On some games, when you press the console reset button, it will reset to a point after the splash/intro screen(s), which usually desyncs the run. This is trickier to get around, and the solution depends on the replay device in use, and how you are loading the game (physical cart vs flash cart). On a real/repro cart, if the replay device supports it, you can start from console power-on. Flash carts are much trickier. I believe it's possible to start a run from the menu of a flash cart, if the right number of blank frames are inserted before the actual TAS, or otherwise detecting when the game actually starts (such as looking for long periods of no input polls). On the Everdrive N8 for example, I've noticed that a different amount of input frames will happen depending on which game you play.
Uninitialized system RAM is the hardest difficulty. ViGreyTech has developed a ROM that can initialize RAM, and then hold the console in a loop so that the user can swap out that ROM with the real game cartridge, and reset from there.

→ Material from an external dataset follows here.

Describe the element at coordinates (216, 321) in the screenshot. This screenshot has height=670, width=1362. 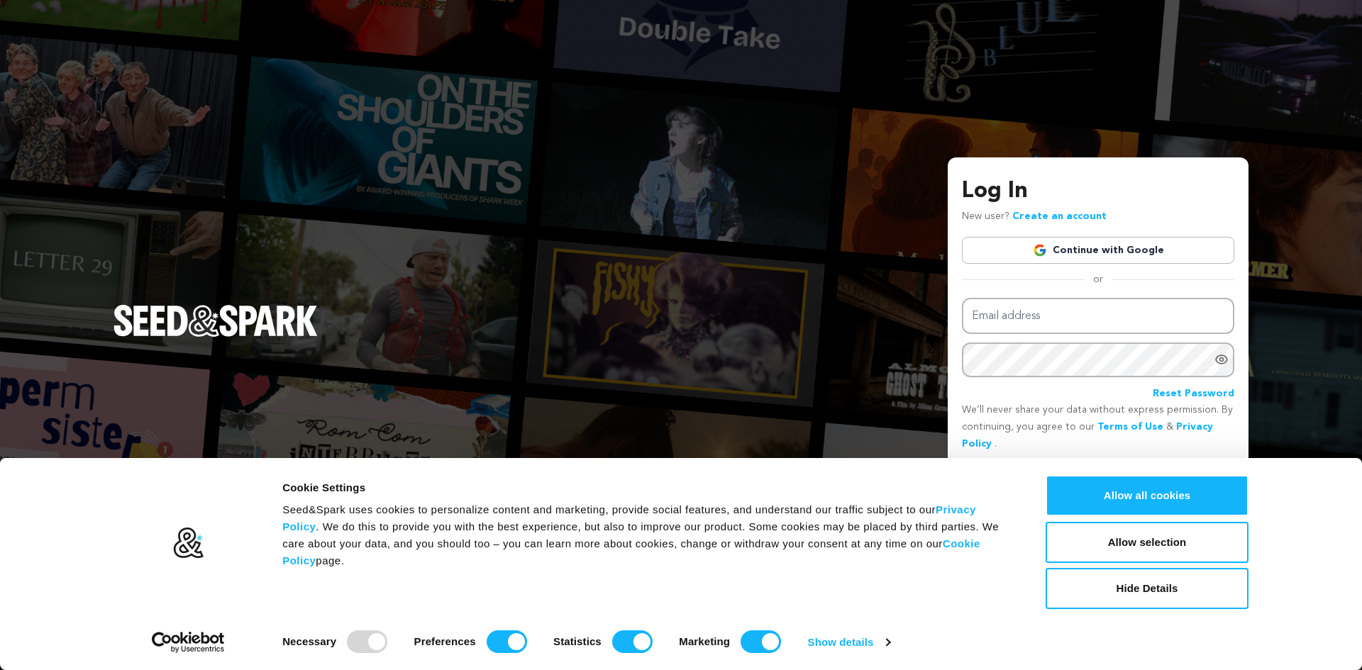
I see `img: Seed&Spark Logo` at that location.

However, it hasn't been tested whether this would work when using a flash cart for the game. There may also be some way to change the flash cart's firmware/software to initialize RAM just before starting up a game.
There is also a chance for random, extraneous, clock pulses during an input poll. This is fixed by using "clock filtering". Upon seeing a clock pulse, a replay device will ignore all new clock pulses for a set amount of time. The value needed can vary. Usually 2-4us is plenty.
N64: Like Alyosha said, this console really boils down to inaccurate emulators. The only reason that SM64 and MK64 are reliably verifiable, is because of a rare way in which they handle inputs. While the N64 effectively uses a single clock source (though the CPU is scaled up from it), there are multiple components which can run different tasks at the same time as each other. But most importantly, the way laggy frames are handled can easily desync runs if emulators aren't accurate enough.
According to fraser from the N64 homebrew community: The SDK used to create N64 games will use the Video Interface interrupt to trigger a request to get the input state of controllers. Ideally this would happen 60 times per second (60 FPS, or 16.66ms per frame), but in practice it turned out to be more like 20-30 FPS when lag frames are taken into account. The request will be sent to the Peripheral Interface (aka PIF), and returned to system RAM during a different interrupt. While the PIF does that task, the CPU and RCP will be at work with the rest of that frame's processing. If the frame takes too long to render (say, 17ms),
the frame before that, will be rendered again. When this happens, the frame after that, will still poll for input again. At the end of the frame, the previous (17ms) frame's render will finally be displayed. However, because the 17ms frame used the input from when that frame first started, the following frame's input is essentially discarded.
Certain games, like SM64 and MK64 will not poll multiple times after laggy frames, thus lag cannot cause discarded inputs. Bottom line is, either emulators must become far more cycle accurate, or we have to figure out some way to detect when these lag frames occur, and thus which inputs are discarded. The former is likely the most viable option. There are two emulators I know of that are in development, and could become accurate enough for TASing purposes (
https://ares.dev/ and
https://github.com/Dillonb/n64/). CEN64 is not, and will likely never be accurate enough for TASing. It claims to be cycle accurate, but it isn't. MAME is likely the most accurate emulator right now for the console, but to what extent I don't know, and it doesn't have TASing tools.